INSTRUCTIONS FOR THE TASK — Please show all lines of the records that include "screenshot".

DATA RECORDS —
+++++

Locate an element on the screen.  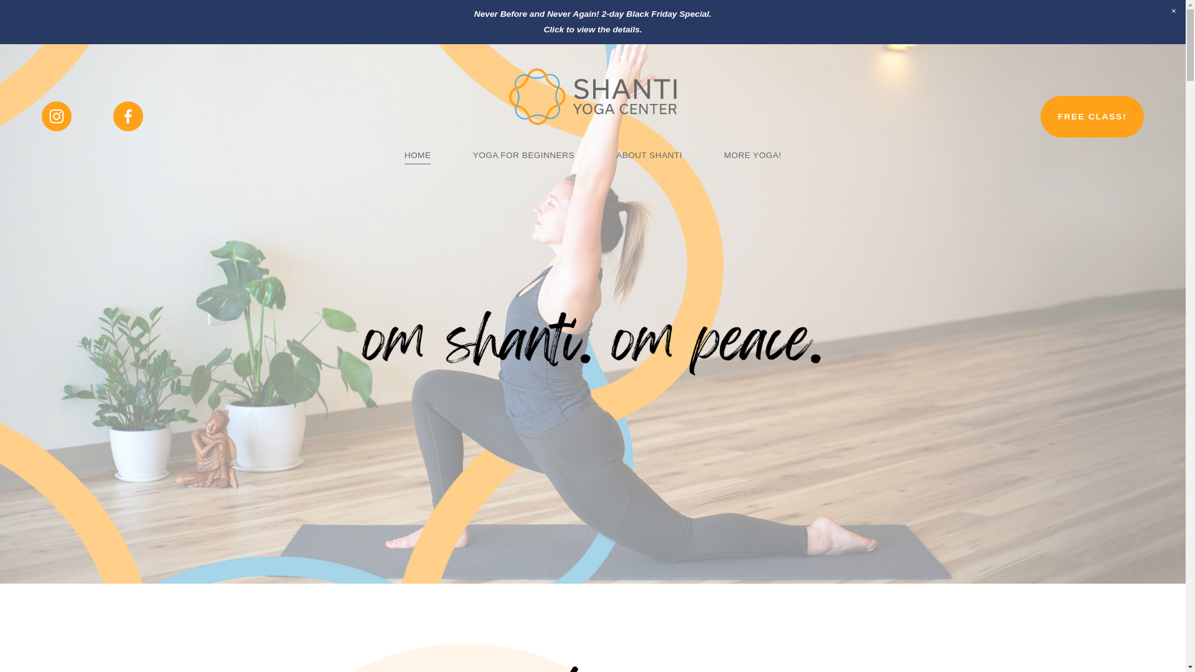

+++++

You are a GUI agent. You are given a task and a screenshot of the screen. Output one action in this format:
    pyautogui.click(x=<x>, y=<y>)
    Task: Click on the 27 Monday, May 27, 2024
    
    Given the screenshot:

+++++

OUTPUT FOR THIS TASK —
You are a GUI agent. You are given a task and a screenshot of the screen. Output one action in this format:
    Given the screenshot:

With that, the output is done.